Here’s a chart that shows why financial earnings are a big deal
So, we’re midway through earnings season, and as you’ve probably seen, we’ve covered a majority of the big companies that have reported thus far: Alphabet, Twitter, Microsoft, Atlassian, PayPal, eBay and Netflix. There are plenty more that have reported, and there are still more to come, but these are the periods that generally have the most impact on the best public barometer of a company’s success: its stock price.
Sometimes the stock swings are small, and sometimes they are big, but here’s a good example of how each of these reports and these days are among the defining factors of a company’s stock price — Twitter:
Shares of Twitter are up another 5 percent or so today, and after they reported their earnings yesterday they saw a quick 13 percent spike. Twitter at the time basically said they might make money in the near future, and Wall Street loves profitability. But if you look at the dates where you see the wildest swings in that stock price in the past year, you’ll see they line up with those dates: February 10, April 26, July 27 and, most recently, October 26 this year.
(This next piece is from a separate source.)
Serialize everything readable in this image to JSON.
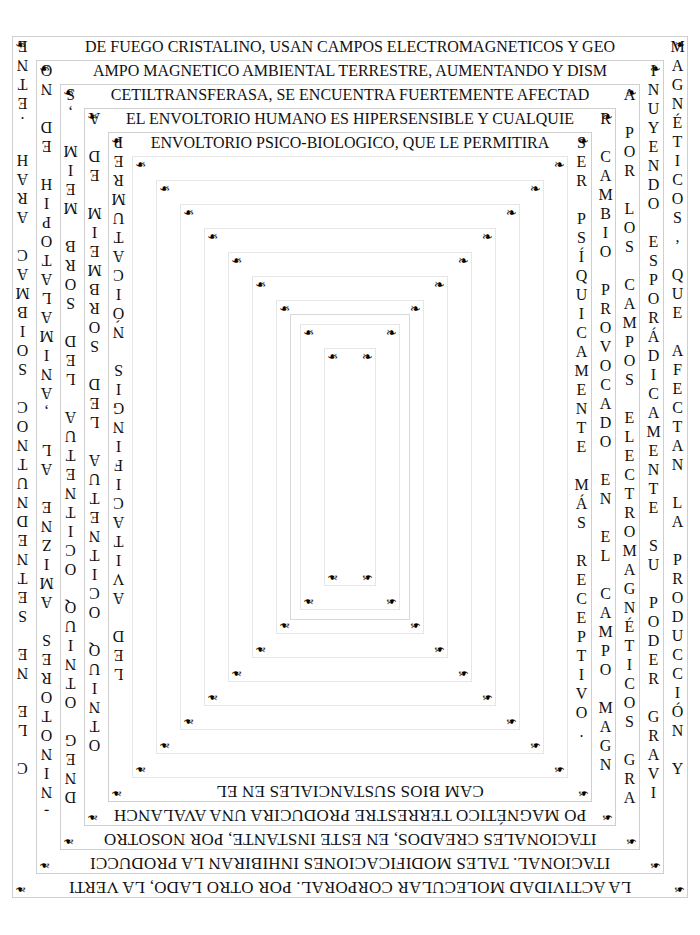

The stock price is critical for a number of reasons. It helps define where a company is in its life cycle and how valuable it might be. Companies also give you stock as part of compensation packages, so it needs to keep it up in order to keep its employees happy and attract talent. And having a higher stock price helps defend the company against activist investors that want to agitate change — something to which no company, not even Apple, is immune.
Whenever a company reports its financial guts, it gives the public — and Wall Street — an opportunity to tune its expectations and see whether the company is headed in a positive or negative direction. You might see an extended run-up or decline following the earnings, usually as reports come in from the various analysts that have read into the numbers and advise where they think things are headed.
Twitter, in particular, is a volatile company and is sensitive to earnings reports, but it isn’t completely alone in those swings. You’ll find that’s the case with recent IPOs like Snap, too:
Again, the dates do line up with some of the jumps and adjustments: August 10 and May 10. Snap, as a recent IPO, is again a very volatile stock as Wall Street looks to tune what it expects out of a new breed of advertising. So, as a result, its stock price can be all over the place.
As these reports come out, we get a sense of where the public companies are going. But it also gives us a sense of how sectors are performing and help gauge whether we think areas are opportunities for startups and how much overhead companies that are still private might have thanks to the various comparisons they can draw with some public companies.
You can check out our full earnings coverage here for the third quarter.